Assignment 1: Coding Exercise

1000 A+B Problem (0)

It’s so easy that you don’t even need to write code yourself.

1004 Financial Management (0)

The problem itself is boring, but you should learn how to check EOF and set output precision. They are very useful when dealing with input/output formats in many POJ problems.

1003 Hangover (1)

Just do what it tells you to do.

1007 DNA Sorting (2)

For each string, you can simply compare all pairs of characters in $O(n^2)$, or keep tracs of how many A’s, C’s, G’s and T’s there are before each character, and count inversions in $O(n)$. Both are acceptable for this problem.

2136 Vertical Histogram (2)

Beware that you cannot print any spaces after the last * in a row. One way to achieve this is only printing spaces before printing a *. You will need to know where the previous * is and how many space between them you should print.

2140 Herd Sums (3)

Sum of consecutive integers from $a$ to $b$ (inclusive) is $S=(a+b)(b-a+1)/2$. Notice that $a+b$ and $b-a+1$ must have different parity. If $2S$ is the product of an odd number and an even number, they corresponds to a valid and unique solution by letting the larger number be $a+b$ and the smaller be $b-a+1$. Therefore, the problem is reduced to counting how many ways $2S$ can be decomposed into an odd number and an even number, which can be solved by simple enumeration in $O(\sqrt S)$.

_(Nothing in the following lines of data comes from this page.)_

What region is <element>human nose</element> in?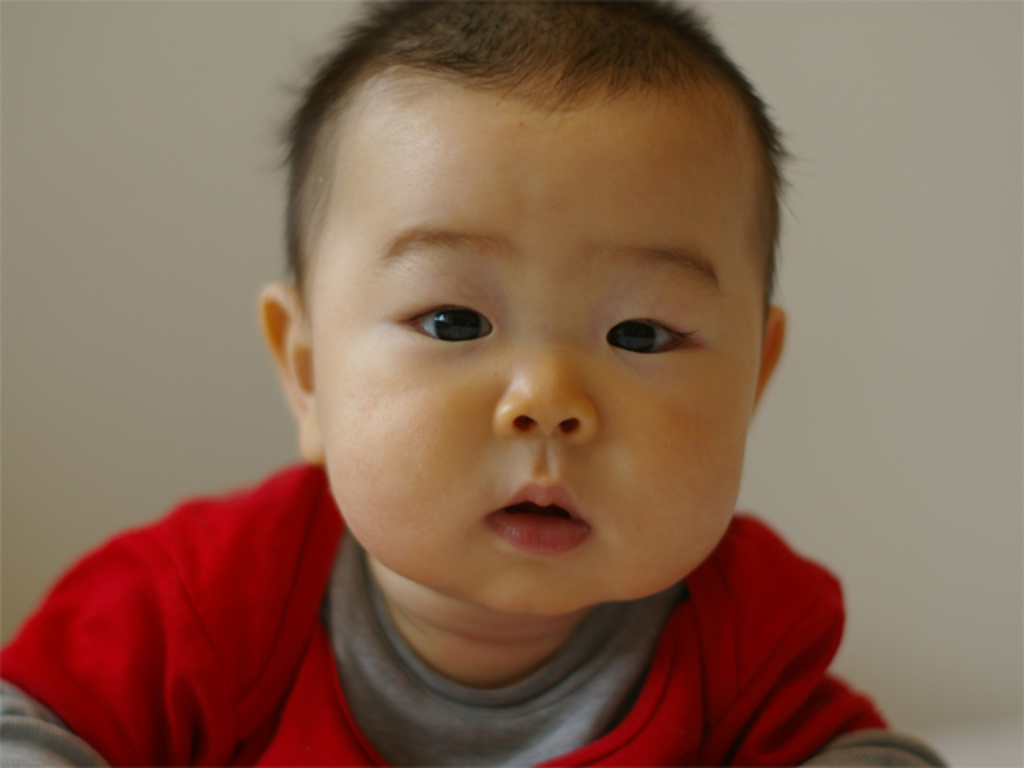
locate(494, 347, 595, 435).
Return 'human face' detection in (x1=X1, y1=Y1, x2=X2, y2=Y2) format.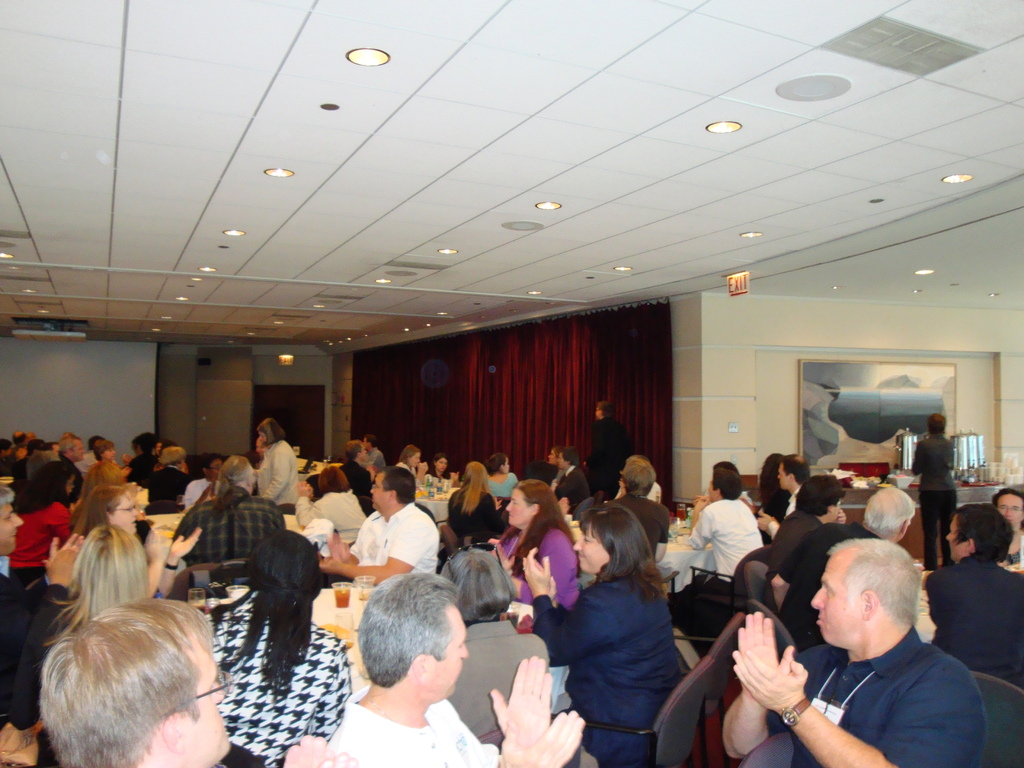
(x1=812, y1=554, x2=861, y2=648).
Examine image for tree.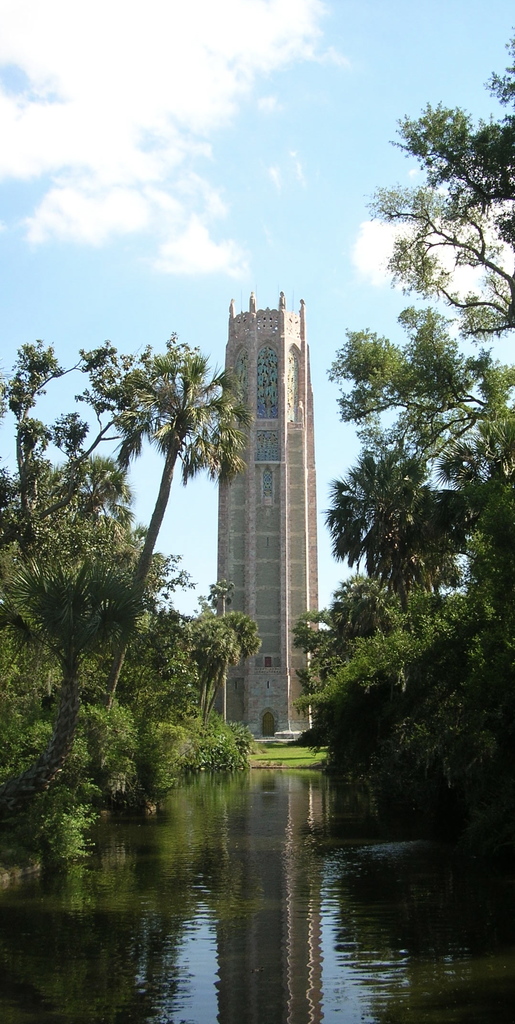
Examination result: BBox(0, 621, 159, 848).
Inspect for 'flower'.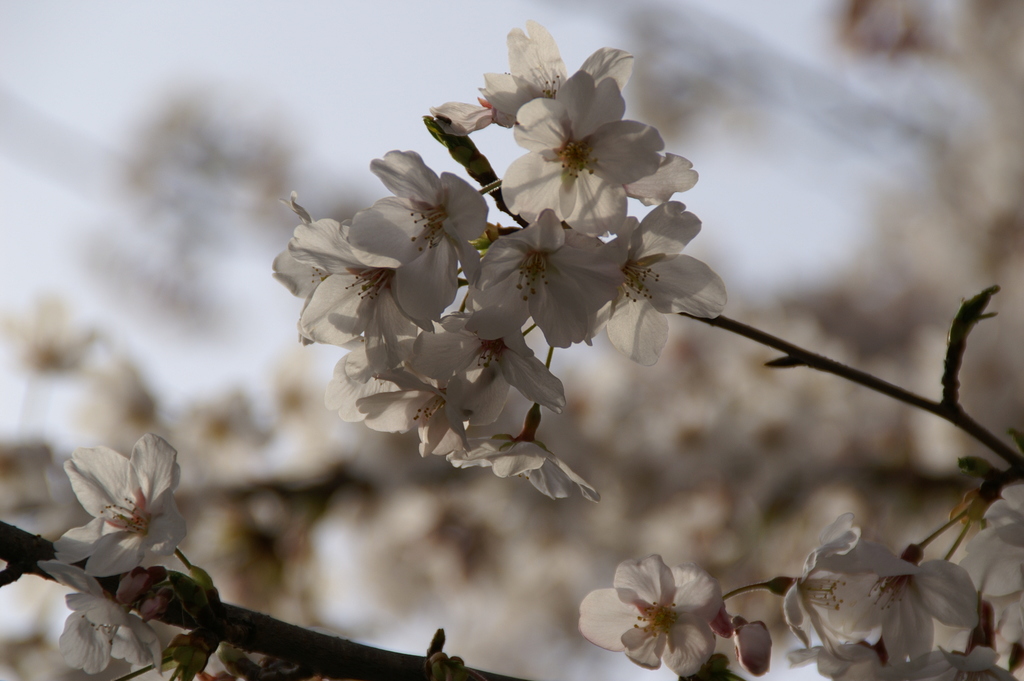
Inspection: [40,559,263,680].
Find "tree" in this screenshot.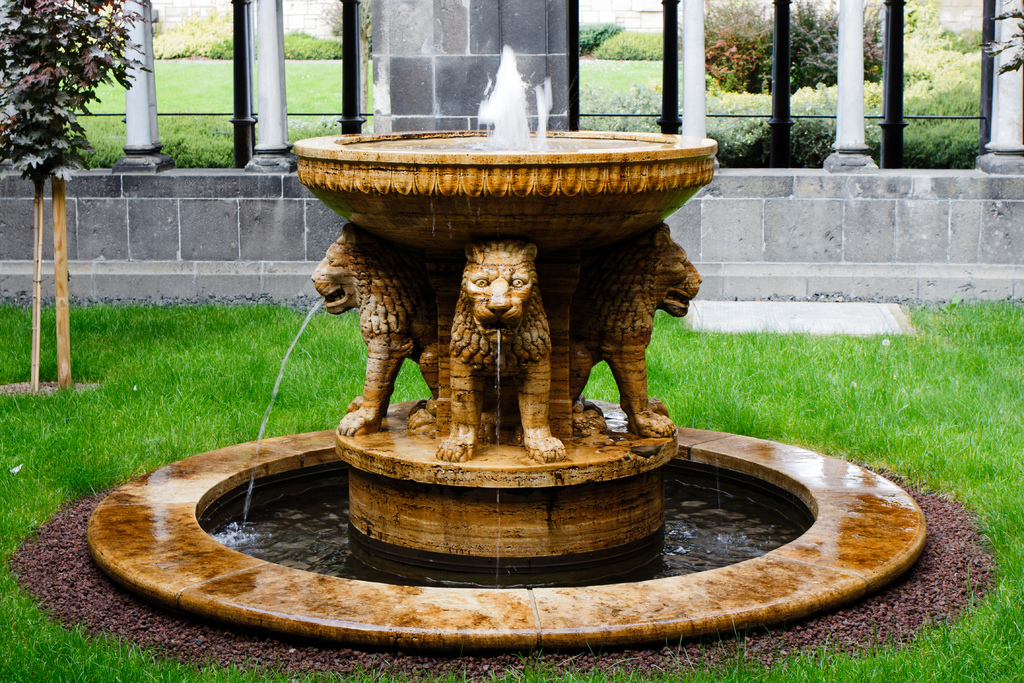
The bounding box for "tree" is [0, 0, 156, 397].
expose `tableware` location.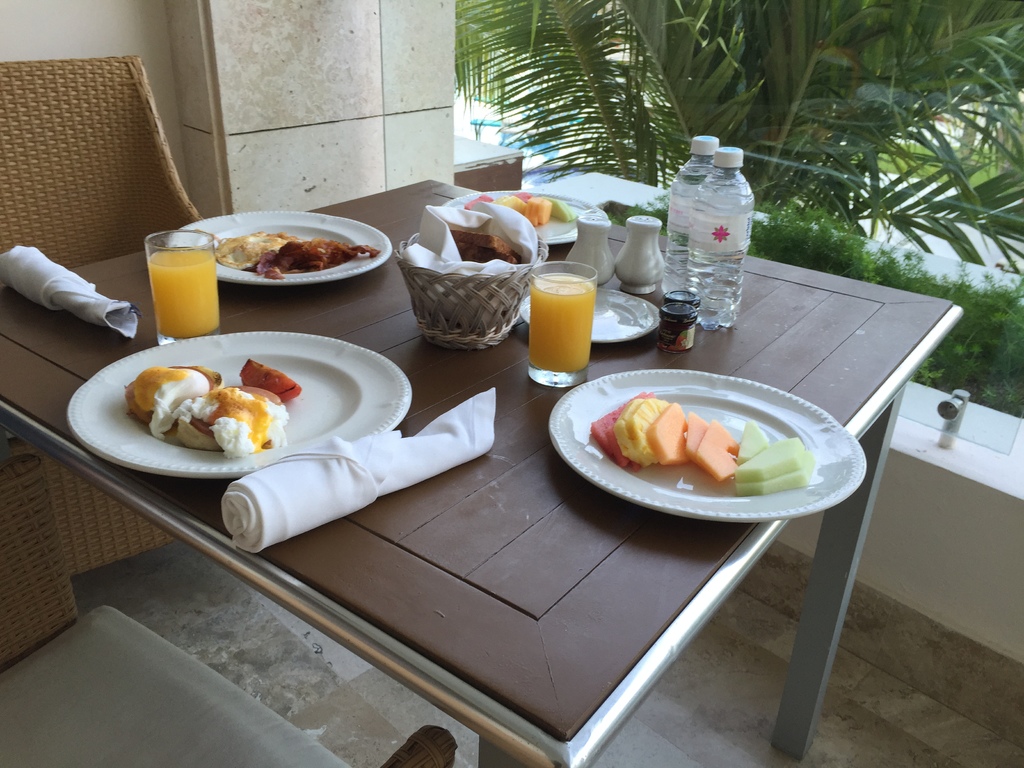
Exposed at [166, 208, 393, 287].
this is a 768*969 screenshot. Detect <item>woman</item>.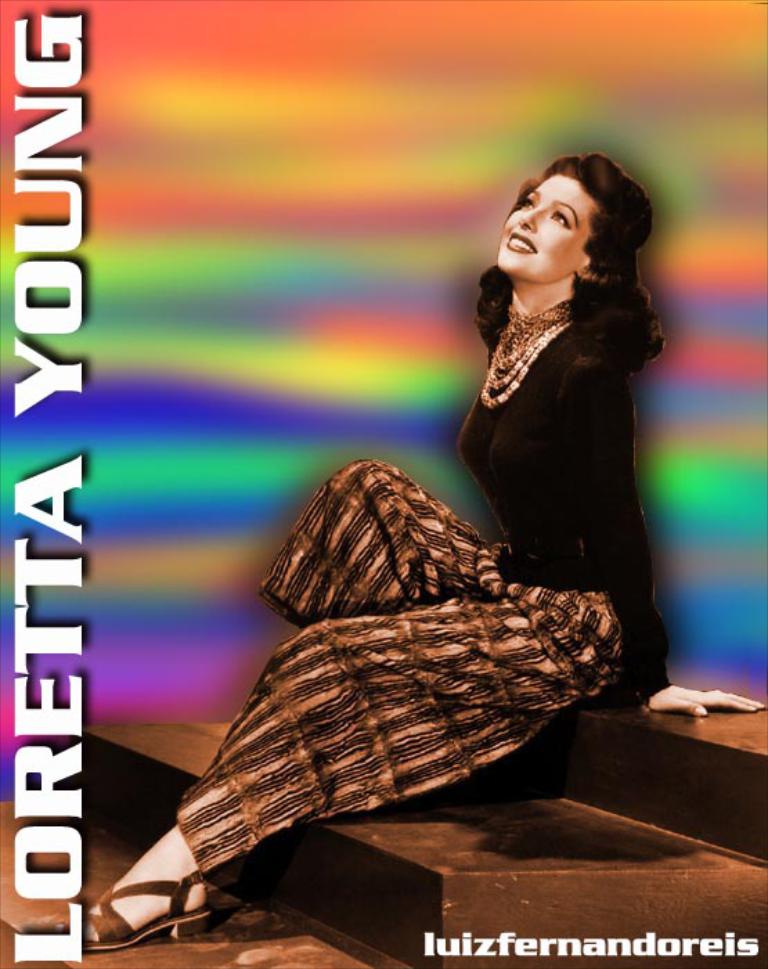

1504 Adding Reversed Numbers (3)

Making use of conversion functions between integer and string in standard libraries (in C and C++, atoi for string to integer, and sprintf for integer to string) can save you a lot of time. Reverse the two strings, convert to integers, add, convert back to string, reverse again, remove leading zeros, and output.

1806 Manhattan 2025 (4)

Pretty straightforward. Just print what it tells you to print.

1001 Exponentiation (5)

Basic big integer operation. To avoid operating non-integers, remove the decimal point, do integer multiplications, and put it back in the right place.

1922 Ride to School (5)

There is an important observation: if A departs later than Charley but arrives earlier, Charley arrives no later than A. If Charley has never followed A, he must arrive earlier than A. If Charley follows A at some time, he either follows A all the way to the destination, or changes to follow another faster person, who must arrive earlier than A.

Based on the observation, we only need to find the earliest arriving person who departs later than Charley, and Charley will arrive at the same time as that person.

3251 Big Square (6, challenge problem)

With careful implementation, $O(n^4)$ brute force can pass. We can show that there are $1\times 99^2+2\times 98^2+\dots+99\times 1^2\approx 8.3\times 10^6$ possible squares in the $100\times 100$ grid, which are reasonable to be enumerated within 2 seconds. Try not to enumerate out-of-range squares (limit the range of indexes correctly) or enumerate each square more than once (for example, only enumerate the upper-left edge).